Jesus often spoke of gardening. “Plant a mustard seed” or “scatter some seeds” or “sit back and watch some fruit grow.” Hardly seems all that interesting. But of course, Jesus’ wisdom far exceeds my own. As Christians, we spend a lifetime scattering seeds, giving away our treasure here, showing up at the food pantry there, sharing our faith here and smiling at somebody at the grocery store there. Most of these seeds will amount to nothing, or at least very little. The Christian life is a lot like taking a handful of seeds and throwing them into a grassy field in the wrong climate with no water and the incorrect amount of shade. People are often unwilling to receive love. People take advantage of our good will. People frequently don’t reciprocate generosity.
But sometimes in the course of life, God says to us “I want to use you today.” As that same know-it-all preacher (now seven years older), my not-always-living-up-to-it aspiration in ministry has been to live the words of John Wesley’s covenant prayer: “Put me to doing, put me to suffering. Let me be employed for you or laid aside for you, exalted for you or brought low for you. Let me be full, let me be empty. Let me have all things, or let me have nothing.” Maybe ministry for those of use who don a clerical collar and for all Christians is simply showing up each and every day and scattering seeds, praying that God will use us. Most of them won’t sprout. Perhaps, even, the vast majority won’t do anything. But there comes a time in our life when God looks at us and says “I’ve made you for a time such as this. Now, go.”

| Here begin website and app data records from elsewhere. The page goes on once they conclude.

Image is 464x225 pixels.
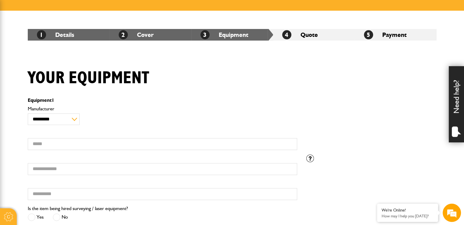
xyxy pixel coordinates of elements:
span: 2 [119,30,128,39]
span: 4 [282,30,292,39]
a: 1Details [37,31,74,38]
li: Payment [355,29,437,41]
div: We're Online! [382,208,434,213]
span: 1 [37,30,46,39]
a: 2Cover [119,31,154,38]
li: Equipment [191,29,273,41]
p: Equipment [28,98,297,103]
label: Yes [28,214,44,221]
p: How may I help you today? [382,214,434,219]
span: 5 [364,30,373,39]
span: 1 [52,97,54,103]
label: No [53,214,68,221]
h1: Your equipment [28,68,149,89]
label: Manufacturer [28,107,297,111]
li: Quote [273,29,355,41]
div: Need help? [449,66,464,143]
span: 3 [201,30,210,39]
label: Is the item being hired surveying / laser equipment? [28,206,128,211]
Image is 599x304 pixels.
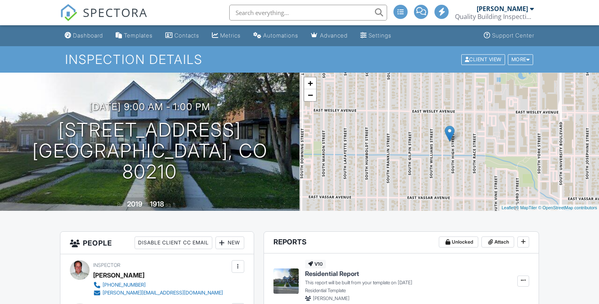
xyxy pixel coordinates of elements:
[460,56,507,62] a: Client View
[135,236,212,249] div: Disable Client CC Email
[117,202,126,208] span: Built
[124,32,153,39] div: Templates
[492,32,534,39] div: Support Center
[304,89,316,101] a: Zoom out
[501,205,514,210] a: Leaflet
[320,32,348,39] div: Advanced
[127,200,142,208] div: 2019
[112,28,156,43] a: Templates
[93,281,223,289] a: [PHONE_NUMBER]
[73,32,103,39] div: Dashboard
[103,282,146,288] div: [PHONE_NUMBER]
[13,120,287,182] h1: [STREET_ADDRESS] [GEOGRAPHIC_DATA], CO 80210
[304,77,316,89] a: Zoom in
[499,204,599,211] div: |
[215,236,244,249] div: New
[93,289,223,297] a: [PERSON_NAME][EMAIL_ADDRESS][DOMAIN_NAME]
[516,205,537,210] a: © MapTiler
[60,11,148,27] a: SPECTORA
[209,28,244,43] a: Metrics
[62,28,106,43] a: Dashboard
[250,28,301,43] a: Automations (Advanced)
[103,290,223,296] div: [PERSON_NAME][EMAIL_ADDRESS][DOMAIN_NAME]
[150,200,164,208] div: 1918
[65,52,534,66] h1: Inspection Details
[165,202,176,208] span: sq. ft.
[60,4,77,21] img: The Best Home Inspection Software - Spectora
[83,4,148,21] span: SPECTORA
[308,28,351,43] a: Advanced
[263,32,298,39] div: Automations
[89,101,210,112] h3: [DATE] 9:00 am - 1:00 pm
[174,32,199,39] div: Contacts
[60,232,254,254] h3: People
[368,32,391,39] div: Settings
[357,28,395,43] a: Settings
[93,262,120,268] span: Inspector
[93,269,144,281] div: [PERSON_NAME]
[508,54,533,65] div: More
[538,205,597,210] a: © OpenStreetMap contributors
[220,32,241,39] div: Metrics
[455,13,534,21] div: Quality Building Inspections
[481,28,537,43] a: Support Center
[477,5,528,13] div: [PERSON_NAME]
[162,28,202,43] a: Contacts
[229,5,387,21] input: Search everything...
[461,54,505,65] div: Client View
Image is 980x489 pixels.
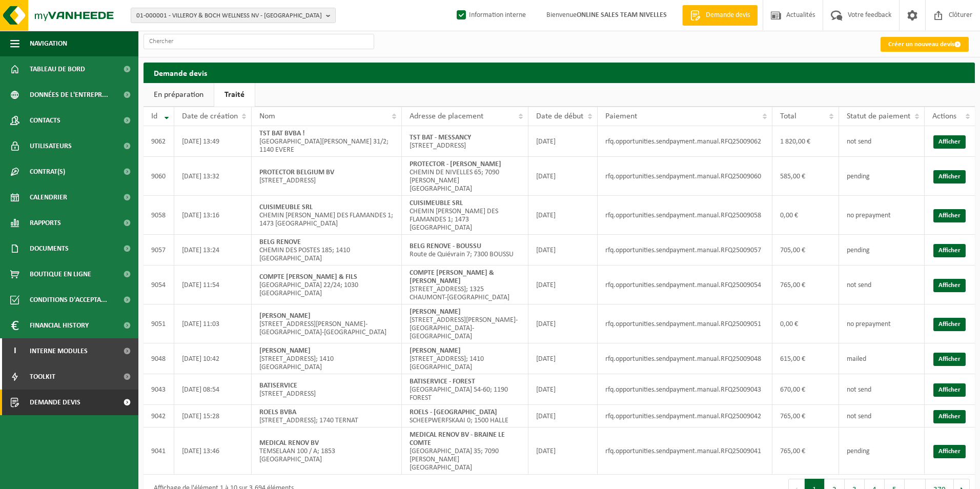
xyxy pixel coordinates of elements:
td: CHEMIN [PERSON_NAME] DES FLAMANDES 1; 1473 [GEOGRAPHIC_DATA] [402,195,528,235]
td: [STREET_ADDRESS][PERSON_NAME]-[GEOGRAPHIC_DATA]-[GEOGRAPHIC_DATA] [252,305,402,343]
td: [DATE] 11:03 [174,305,252,343]
strong: ROELS BVBA [259,408,296,416]
td: 9051 [143,305,174,343]
td: [DATE] [528,126,598,157]
td: [DATE] 13:32 [174,157,252,195]
td: Route de Quiévrain 7; 7300 BOUSSU [402,235,528,265]
td: rfq.opportunities.sendpayment.manual.RFQ25009048 [598,343,772,374]
input: Chercher [143,34,374,49]
span: Rapports [29,210,61,236]
strong: PROTECTOR - [PERSON_NAME] [409,160,501,168]
strong: [PERSON_NAME] [409,308,461,315]
span: Demande devis [703,10,752,20]
span: mailed [847,355,866,363]
td: [DATE] [528,343,598,374]
strong: MEDICAL RENOV BV - BRAINE LE COMTE [409,431,505,446]
span: Conditions d'accepta... [29,287,107,312]
a: Afficher [933,445,965,458]
span: Financial History [29,312,88,338]
td: 9041 [143,427,174,474]
td: 9057 [143,235,174,265]
span: Documents [29,236,69,261]
button: 01-000001 - VILLEROY & BOCH WELLNESS NV - [GEOGRAPHIC_DATA] [131,8,336,23]
span: Contrat(s) [29,159,65,184]
strong: BELG RENOVE - BOUSSU [409,243,481,250]
span: Données de l'entrepr... [29,82,108,108]
td: [DATE] [528,427,598,474]
td: TEMSELAAN 100 / A; 1853 [GEOGRAPHIC_DATA] [252,427,402,474]
td: [GEOGRAPHIC_DATA] 54-60; 1190 FOREST [402,374,528,405]
td: [DATE] [528,374,598,405]
td: [DATE] 10:42 [174,343,252,374]
td: [STREET_ADDRESS][PERSON_NAME]-[GEOGRAPHIC_DATA]-[GEOGRAPHIC_DATA] [402,305,528,343]
td: rfq.opportunities.sendpayment.manual.RFQ25009062 [598,126,772,157]
td: 0,00 € [772,195,839,235]
td: [DATE] 13:16 [174,195,252,235]
span: I [10,338,19,363]
td: [GEOGRAPHIC_DATA] 35; 7090 [PERSON_NAME][GEOGRAPHIC_DATA] [402,427,528,474]
td: 9062 [143,126,174,157]
strong: PROTECTOR BELGIUM BV [259,168,334,176]
span: 01-000001 - VILLEROY & BOCH WELLNESS NV - [GEOGRAPHIC_DATA] [136,9,322,23]
a: Afficher [933,279,965,292]
td: [DATE] 13:49 [174,126,252,157]
td: rfq.opportunities.sendpayment.manual.RFQ25009060 [598,157,772,195]
td: 9054 [143,265,174,305]
strong: BELG RENOVE [259,238,301,246]
td: [DATE] [528,157,598,195]
a: Afficher [933,170,965,184]
span: Nom [259,112,275,120]
td: [DATE] [528,235,598,265]
span: pending [847,447,870,455]
td: [STREET_ADDRESS] [252,374,402,405]
td: [DATE] [528,195,598,235]
td: 1 820,00 € [772,126,839,157]
span: Boutique en ligne [29,261,91,287]
td: 705,00 € [772,235,839,265]
strong: BATISERVICE [259,381,297,389]
strong: TST BAT BVBA ! [259,129,305,137]
td: rfq.opportunities.sendpayment.manual.RFQ25009043 [598,374,772,405]
td: 9058 [143,195,174,235]
span: Calendrier [29,184,67,210]
a: Afficher [933,244,965,257]
span: Toolkit [29,363,55,389]
td: [STREET_ADDRESS]; 1410 [GEOGRAPHIC_DATA] [402,343,528,374]
h2: Demande devis [143,63,975,82]
a: Afficher [933,383,965,397]
td: 670,00 € [772,374,839,405]
td: [DATE] 13:24 [174,235,252,265]
span: Date de début [536,112,583,120]
a: Traité [214,83,255,106]
td: [STREET_ADDRESS]; 1410 [GEOGRAPHIC_DATA] [252,343,402,374]
span: Utilisateurs [29,133,72,159]
td: [GEOGRAPHIC_DATA] 22/24; 1030 [GEOGRAPHIC_DATA] [252,265,402,305]
td: 9043 [143,374,174,405]
span: Statut de paiement [847,112,910,120]
span: Actions [932,112,956,120]
span: Total [780,112,796,120]
a: Créer un nouveau devis [881,37,968,52]
span: Adresse de placement [409,112,483,120]
strong: TST BAT - MESSANCY [409,134,471,141]
span: pending [847,246,870,254]
td: [STREET_ADDRESS] [402,126,528,157]
td: SCHEEPWERFSKAAI 0; 1500 HALLE [402,405,528,427]
strong: ONLINE SALES TEAM NIVELLES [577,12,667,19]
td: rfq.opportunities.sendpayment.manual.RFQ25009051 [598,305,772,343]
strong: [PERSON_NAME] [409,346,461,354]
td: CHEMIN DES POSTES 185; 1410 [GEOGRAPHIC_DATA] [252,235,402,265]
td: rfq.opportunities.sendpayment.manual.RFQ25009057 [598,235,772,265]
span: not send [847,412,871,420]
span: Navigation [29,31,67,57]
td: [STREET_ADDRESS]; 1740 TERNAT [252,405,402,427]
span: no prepayment [847,320,891,328]
a: Afficher [933,318,965,331]
td: 0,00 € [772,305,839,343]
td: CHEMIN [PERSON_NAME] DES FLAMANDES 1; 1473 [GEOGRAPHIC_DATA] [252,195,402,235]
td: [DATE] 08:54 [174,374,252,405]
td: 765,00 € [772,427,839,474]
td: [DATE] [528,405,598,427]
strong: [PERSON_NAME] [259,312,311,319]
a: En préparation [143,83,214,106]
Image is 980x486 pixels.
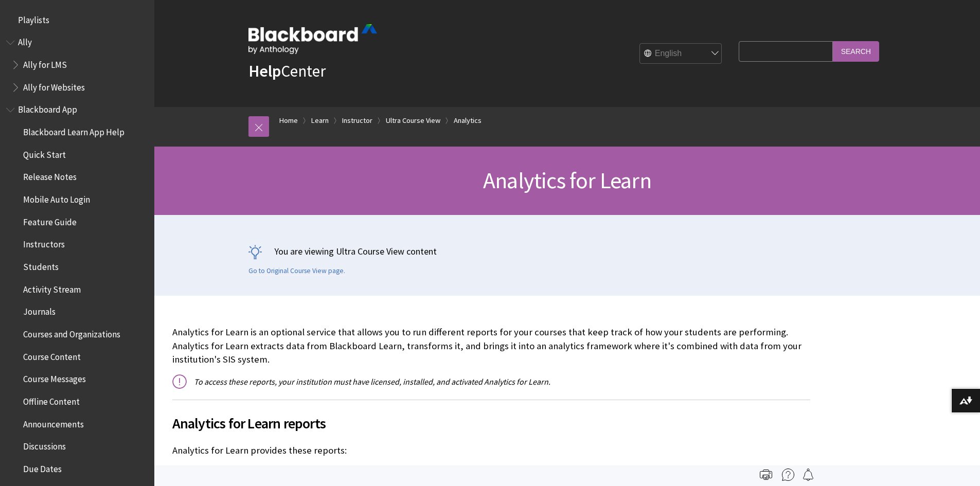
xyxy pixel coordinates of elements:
[280,114,298,127] a: Home
[249,266,345,276] a: Go to Original Course View page.
[6,12,149,29] nav: Book outline for Playlists
[23,371,86,385] span: Course Messages
[23,393,80,407] span: Offline Content
[173,413,810,434] span: Analytics for Learn reports
[23,236,65,250] span: Instructors
[23,213,76,228] span: Feature Guide
[23,123,124,137] span: Blackboard Learn App Help
[23,326,121,339] span: Courses and Organizations
[249,245,886,257] p: You are viewing Ultra Course View content
[249,24,377,54] img: Blackboard by Anthology
[782,469,795,481] img: More help
[342,114,372,127] a: Instructor
[483,166,651,195] span: Analytics for Learn
[173,326,810,366] p: Analytics for Learn is an optional service that allows you to run different reports for your cour...
[23,169,76,182] span: Release Notes
[18,101,77,115] span: Blackboard App
[173,376,810,388] p: To access these reports, your institution must have licensed, installed, and activated Analytics ...
[453,114,481,127] a: Analytics
[18,12,49,25] span: Playlists
[23,281,81,295] span: Activity Stream
[173,444,810,457] p: Analytics for Learn provides these reports:
[386,114,441,127] a: Ultra Course View
[23,79,85,93] span: Ally for Websites
[312,114,329,127] a: Learn
[23,304,56,317] span: Journals
[803,469,814,481] img: Follow this page
[18,34,32,48] span: Ally
[6,34,149,96] nav: Book outline for Anthology Ally Help
[249,61,326,81] a: HelpCenter
[249,61,281,81] strong: Help
[23,438,66,451] span: Discussions
[23,146,66,160] span: Quick Start
[23,460,62,474] span: Due Dates
[760,469,773,481] img: Print
[23,416,84,429] span: Announcements
[23,56,67,70] span: Ally for LMS
[833,41,880,61] input: Search
[640,43,722,65] select: Site Language Selector
[23,191,90,204] span: Mobile Auto Login
[23,348,81,362] span: Course Content
[23,258,59,272] span: Students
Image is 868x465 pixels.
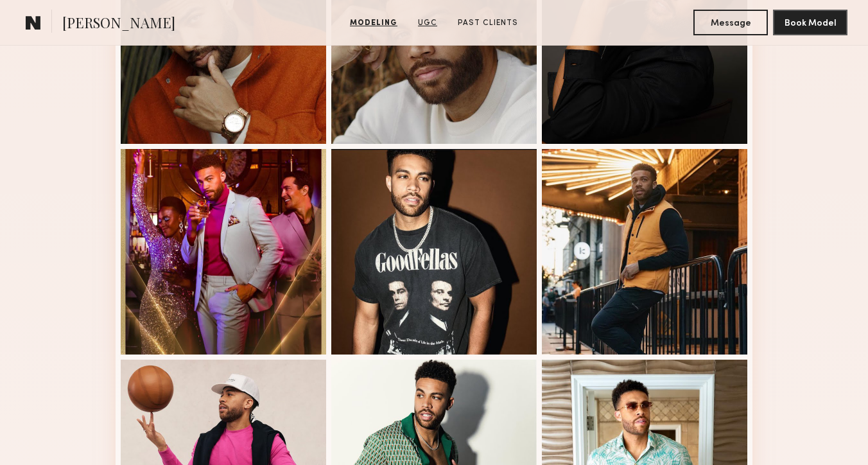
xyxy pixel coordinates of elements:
[694,10,768,35] button: Message
[773,10,848,35] button: Book Model
[413,17,443,29] a: UGC
[345,17,402,29] a: Modeling
[453,17,524,29] a: Past Clients
[773,17,848,28] a: Book Model
[62,13,175,35] span: [PERSON_NAME]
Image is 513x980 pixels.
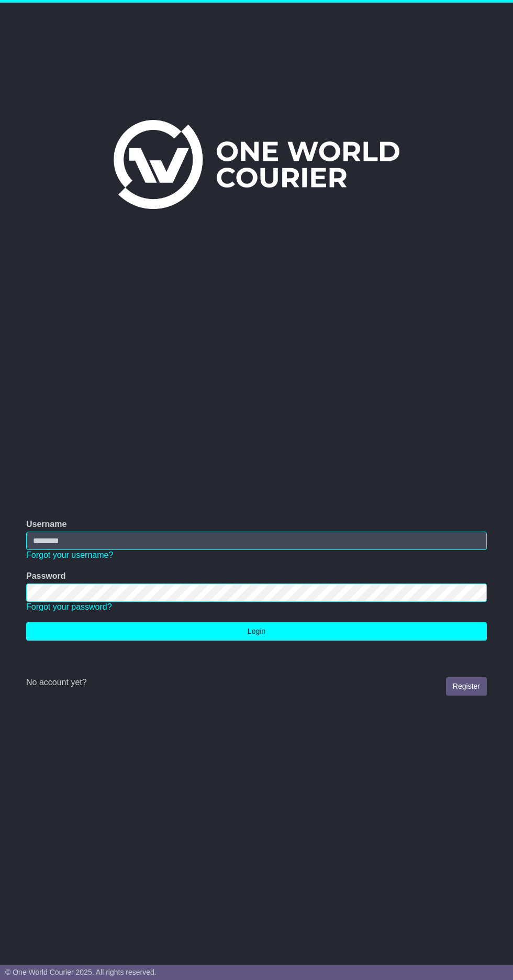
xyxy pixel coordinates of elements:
label: Username [26,519,66,530]
div: No account yet? [26,677,487,688]
a: Register [446,677,487,696]
a: Forgot your username? [26,550,113,559]
span: © One World Courier 2025. All rights reserved. [5,968,156,977]
img: One World [113,120,400,209]
button: Login [26,622,487,641]
a: Forgot your password? [26,603,112,612]
label: Password [26,571,65,581]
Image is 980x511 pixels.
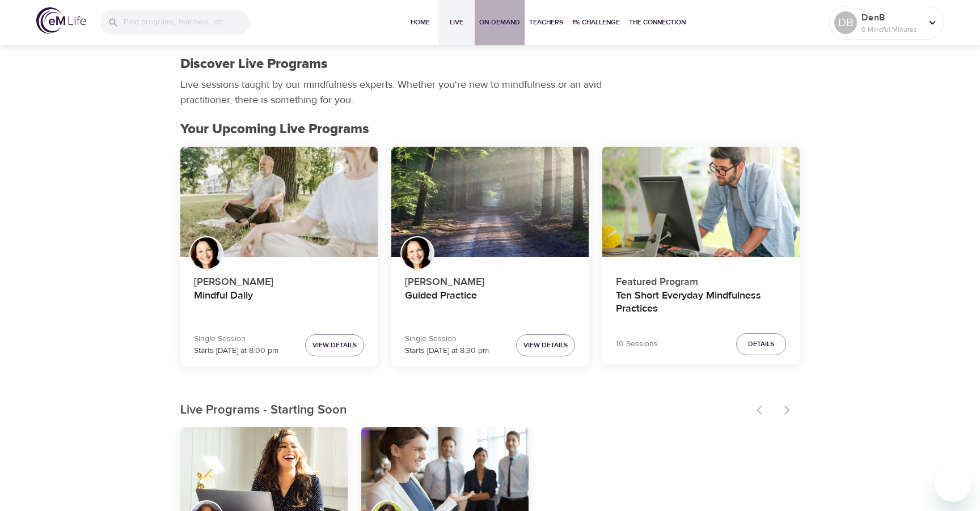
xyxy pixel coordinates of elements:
[405,333,489,345] p: Single Session
[861,24,921,34] p: 0 Mindful Minutes
[628,16,685,28] span: The Connection
[405,345,489,357] p: Starts [DATE] at 8:30 pm
[194,289,364,317] h4: Mindful Daily
[407,16,434,28] span: Home
[747,338,774,351] span: Details
[194,345,279,357] p: Starts [DATE] at 8:00 pm
[602,147,800,258] button: Ten Short Everyday Mindfulness Practices
[443,16,470,28] span: Live
[180,122,800,138] h2: Your Upcoming Live Programs
[616,338,657,351] p: 10 Sessions
[305,334,364,357] button: View Details
[934,466,971,502] iframe: Button to launch messaging window
[529,16,563,28] span: Teachers
[516,334,575,357] button: View Details
[616,289,786,317] h4: Ten Short Everyday Mindfulness Practices
[194,333,279,345] p: Single Session
[124,10,250,34] input: Find programs, teachers, etc...
[180,78,606,107] p: Live sessions taught by our mindfulness experts. Whether you're new to mindfulness or an avid pra...
[312,340,357,351] span: View Details
[572,16,619,28] span: 1% Challenge
[523,340,567,351] span: View Details
[180,147,378,258] button: Mindful Daily
[36,7,87,34] img: logo
[391,147,589,258] button: Guided Practice
[405,289,575,317] h4: Guided Practice
[180,56,327,72] h1: Discover Live Programs
[405,269,575,289] p: [PERSON_NAME]
[194,269,364,289] p: [PERSON_NAME]
[616,269,786,289] p: Featured Program
[736,333,786,355] button: Details
[180,401,749,420] p: Live Programs - Starting Soon
[861,11,921,24] p: DenB
[834,12,856,34] div: DB
[479,16,520,28] span: On-Demand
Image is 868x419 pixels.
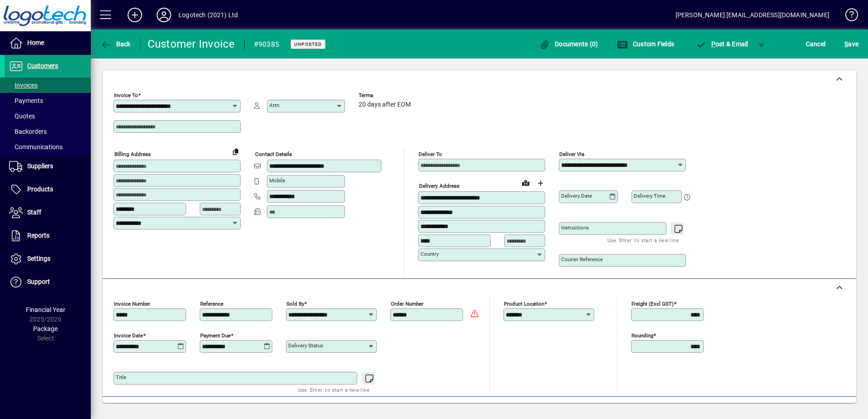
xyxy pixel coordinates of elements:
a: Support [5,271,90,294]
span: 20 days after EOM [359,101,411,108]
div: [PERSON_NAME] [EMAIL_ADDRESS][DOMAIN_NAME] [676,8,829,23]
span: Product History [545,402,591,417]
span: S [844,40,848,48]
span: Suppliers [27,162,53,169]
mat-label: Mobile [270,177,286,184]
mat-label: Reference [200,300,223,307]
span: Product [794,402,831,417]
button: Product History [541,401,595,418]
button: Cancel [804,36,828,52]
button: Product [790,401,836,418]
span: Customers [27,62,58,70]
button: Save [843,36,860,52]
span: Payments [9,97,43,105]
button: Copy to Delivery address [228,144,243,159]
mat-label: Delivery date [561,193,592,200]
span: Products [27,185,53,193]
span: Quotes [9,112,35,120]
a: Communications [5,139,90,154]
a: Settings [5,248,90,270]
span: P [712,40,715,48]
a: Home [5,32,90,55]
mat-label: Order number [391,300,424,307]
span: Unposted [294,41,322,47]
a: Reports [5,224,90,248]
span: Package [33,325,57,332]
mat-label: Delivery status [288,343,323,348]
mat-label: Delivery time [634,193,665,200]
span: Communications [9,143,62,151]
span: Custom Fields [617,40,674,48]
span: Staff [27,209,41,216]
span: Terms [359,92,413,99]
span: Settings [27,255,50,262]
a: Backorders [5,124,90,139]
a: Knowledge Base [839,2,857,31]
button: Add [121,7,150,24]
span: Reports [27,232,50,239]
mat-label: Deliver via [560,151,584,157]
mat-label: Invoice date [114,332,143,339]
button: Choose address [533,176,548,190]
a: Staff [5,201,90,224]
span: Documents (0) [539,40,598,48]
button: Profile [150,7,178,24]
mat-label: Invoice To [114,92,138,99]
mat-label: Courier Reference [561,256,603,263]
a: Products [5,178,90,201]
span: Invoices [9,82,38,89]
mat-label: Freight (excl GST) [631,300,674,307]
mat-label: Title [116,374,126,380]
mat-label: Country [420,250,438,257]
mat-label: Payment due [200,332,231,339]
button: Documents (0) [537,36,600,52]
span: Cancel [806,37,826,51]
span: ost & Email [696,40,748,48]
button: Back [98,36,133,52]
a: Suppliers [5,155,90,178]
mat-label: Rounding [631,332,653,339]
button: Post & Email [691,36,753,52]
span: Backorders [9,128,47,136]
div: Customer Invoice [148,37,236,51]
a: Payments [5,93,90,108]
div: Logotech (2021) Ltd [178,8,237,23]
button: Custom Fields [614,36,677,52]
span: Support [27,278,50,285]
mat-label: Instructions [561,224,589,231]
mat-hint: Use 'Enter' to start a new line [608,235,679,246]
mat-label: Product location [504,300,545,307]
app-page-header-button: Back [90,36,140,52]
span: Financial Year [25,306,65,314]
mat-hint: Use 'Enter' to start a new line [299,385,369,395]
mat-label: Sold by [287,300,304,307]
span: Back [100,40,131,48]
a: Quotes [5,108,90,124]
mat-label: Invoice number [114,300,150,307]
span: Home [27,39,44,46]
a: Invoices [5,77,90,93]
mat-label: Deliver To [418,151,442,157]
span: ave [844,37,859,51]
div: #90385 [254,38,280,52]
mat-label: Attn [270,102,279,108]
a: View on map [518,175,533,190]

If you turn on FOX News or CNN, you may be convinced that the world is going to hell in a handbasket. That may be true. I’m not sure. But I am convinced that if each of us makes it a priority to show up each day and to love others as God has first loved us, then the world is going to be OK. If we wake up and say “God might want to use me today,” then we will scatter seeds with purpose and with love. Most of them won’t sprout. But one could. And you or I – in spite of our faults and failures – might just be on God’s list today. If in the course of our lives, each of us changed the lives of just a couple of people for the better, if we scattered thousands of seeds and only a few sprouted, then we will have done our jobs. And the world will turn out fine. God is God, and we are not; most of us can’t radically change the course of the universe, but we can change someone’s life, today. Maybe that’s the point of scattering seeds.